Members of the DC Fire & EMS Department spent Saturday on the Potomac River showing off their ice rescue skills. A week ago they were doing the same thing for real. That’s when a car was discovered in icy Rock Creek along the Rock Creek Parkway near P Street.

It turns out that 22-year-old Josh Kuhlman was dead. He had been in the water for quite some time before the car was discovered last Sunday morning. But the efforts of DC firefighters did not go unnoticed by the public information officer for the United States Park Police who was on the scene.  Here are excerpts from an email Sgt. David Schlosser sent to STATter911.com:

The story is the job by DCFD. The crews went into deep water flowing pretty fast. The car had ice formed around it. The car was upside down, unstable on rocks, with little exposed. Fire personnel tied themselves off, stabilized the car a bit, went into waist deep freezing water and made the recovery. They could not see into the car so they did it all by feel. The water was so cold that the only reason it was not completely frozen over was the water moving. Ice floes passed by as they worked. They worked for quite some time.

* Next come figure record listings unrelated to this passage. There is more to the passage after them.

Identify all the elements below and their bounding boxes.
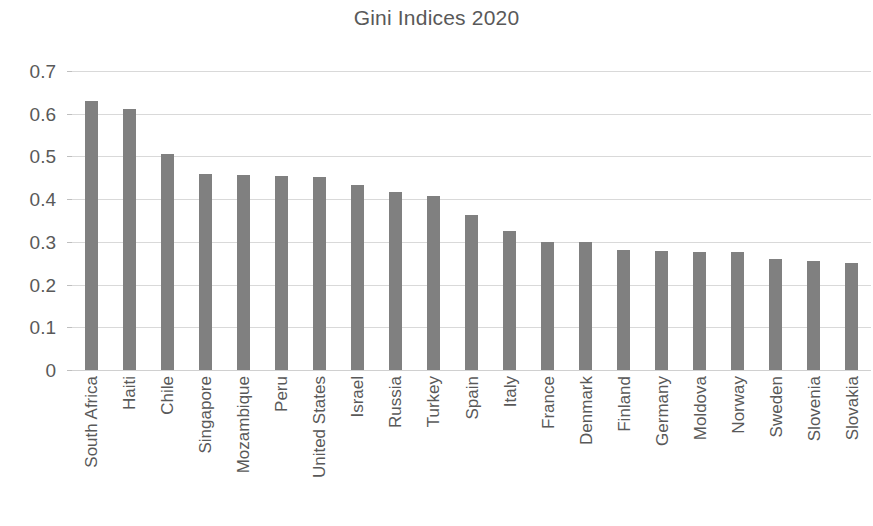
x-axis-label-slot: Italy	[497, 376, 523, 524]
bar	[465, 215, 478, 370]
x-axis-label-slot: Finland	[611, 376, 637, 524]
bar	[427, 196, 440, 370]
y-axis-tick-label: 0.2	[30, 275, 56, 294]
y-tick-mark	[67, 327, 72, 328]
bar	[199, 174, 212, 370]
y-tick-mark	[67, 156, 72, 157]
y-axis-tick-label: 0	[45, 361, 56, 380]
x-axis-label-slot: Norway	[725, 376, 751, 524]
bar	[123, 109, 136, 370]
bar	[313, 177, 326, 370]
x-axis-tick-label: Singapore	[197, 376, 214, 454]
bar	[351, 185, 364, 370]
gridline-0.5	[72, 156, 871, 157]
y-tick-mark	[67, 285, 72, 286]
bar	[731, 252, 744, 370]
x-axis-tick-label: Denmark	[577, 376, 594, 445]
bar	[845, 263, 858, 370]
y-tick-mark	[67, 242, 72, 243]
y-axis-tick-label: 0.5	[30, 147, 56, 166]
bar	[693, 252, 706, 370]
x-axis-tick-label: Haiti	[121, 376, 138, 410]
y-axis: 00.10.20.30.40.50.60.7	[0, 0, 66, 526]
x-axis-tick-label: Germany	[653, 376, 670, 446]
x-axis-tick-label: Mozambique	[235, 376, 252, 473]
x-axis-label-slot: Turkey	[420, 376, 446, 524]
bar	[541, 242, 554, 370]
bar	[579, 242, 592, 370]
y-axis-tick-label: 0.1	[30, 318, 56, 337]
x-axis-label-slot: France	[535, 376, 561, 524]
bar	[85, 101, 98, 370]
x-axis-tick-label: Spain	[463, 376, 480, 419]
bar	[617, 250, 630, 370]
x-axis-label-slot: Mozambique	[230, 376, 256, 524]
y-axis-tick-label: 0.6	[30, 104, 56, 123]
x-axis-label-slot: Singapore	[192, 376, 218, 524]
gridline-0.7	[72, 71, 871, 72]
plot-area	[72, 71, 871, 370]
y-axis-tick-label: 0.3	[30, 232, 56, 251]
bar	[237, 175, 250, 370]
x-axis-label-slot: United States	[306, 376, 332, 524]
x-axis-tick-label: Italy	[501, 376, 518, 407]
x-axis-tick-label: Moldova	[691, 376, 708, 440]
x-axis-tick-label: Norway	[729, 376, 746, 434]
x-axis-label-slot: Germany	[649, 376, 675, 524]
bar	[275, 176, 288, 370]
x-axis-tick-label: United States	[311, 376, 328, 478]
x-axis-tick-label: Chile	[159, 376, 176, 415]
bar	[161, 154, 174, 370]
y-tick-mark	[67, 114, 72, 115]
x-axis-label-slot: Spain	[459, 376, 485, 524]
x-axis-tick-label: Turkey	[425, 376, 442, 427]
x-axis-tick-label: France	[539, 376, 556, 429]
x-axis: South AfricaHaitiChileSingaporeMozambiqu…	[72, 376, 871, 526]
y-tick-mark	[67, 199, 72, 200]
y-axis-tick-label: 0.4	[30, 190, 56, 209]
x-axis-label-slot: Sweden	[763, 376, 789, 524]
x-axis-tick-label: Peru	[273, 376, 290, 412]
x-axis-tick-label: Slovenia	[805, 376, 822, 441]
x-axis-tick-label: Israel	[349, 376, 366, 418]
gridline-0.4	[72, 199, 871, 200]
x-axis-label-slot: Peru	[268, 376, 294, 524]
bar	[807, 261, 820, 370]
x-axis-label-slot: Chile	[154, 376, 180, 524]
bar	[769, 259, 782, 370]
gini-indices-bar-chart: Gini Indices 2020 00.10.20.30.40.50.60.7…	[0, 0, 873, 526]
x-axis-tick-label: Slovakia	[843, 376, 860, 440]
gridline-0	[72, 370, 871, 371]
x-axis-label-slot: Moldova	[687, 376, 713, 524]
x-axis-label-slot: Haiti	[116, 376, 142, 524]
bar	[389, 192, 402, 370]
y-tick-mark	[67, 370, 72, 371]
gridline-0.6	[72, 114, 871, 115]
y-axis-tick-label: 0.7	[30, 62, 56, 81]
x-axis-tick-label: Finland	[615, 376, 632, 432]
x-axis-label-slot: Denmark	[573, 376, 599, 524]
x-axis-label-slot: Slovenia	[801, 376, 827, 524]
x-axis-tick-label: Russia	[387, 376, 404, 428]
x-axis-label-slot: Israel	[344, 376, 370, 524]
y-tick-mark	[67, 71, 72, 72]
x-axis-label-slot: South Africa	[78, 376, 104, 524]
x-axis-tick-label: Sweden	[767, 376, 784, 437]
bar	[503, 231, 516, 370]
x-axis-label-slot: Slovakia	[839, 376, 865, 524]
chart-title: Gini Indices 2020	[0, 6, 873, 30]
bar	[655, 251, 668, 370]
x-axis-label-slot: Russia	[382, 376, 408, 524]
x-axis-tick-label: South Africa	[83, 376, 100, 468]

The old joke among the police is that God made police officers so firefighters could have heroes. That Sunday morning I found the firefighters to be the true heroes. They did a job that we don’t see often under awful conditions. Were they just doing their job? Certainly, but “just their job” on this call was incredible!!

My hat off my frozen head to these firefighters!

Now, for another duty of DC firefighters during the freeze. Fireboat John H. Glenn Jr. often doubles as an ice cutter when the Potomac freezes. In today’s Washington Post, Michael Ruane wrote a nice article on spending the day breaking the ice with the crew from the Glenn. There are also some beautiful pictures by Jahi Chikwendiu.

Above is video from a similar visit I made in 2003.

And in just in case you missed it when we brought it back up as part of our  most popular stories of 2009, below is the video of the collision last February that sidelined the Glenn for part of the winter.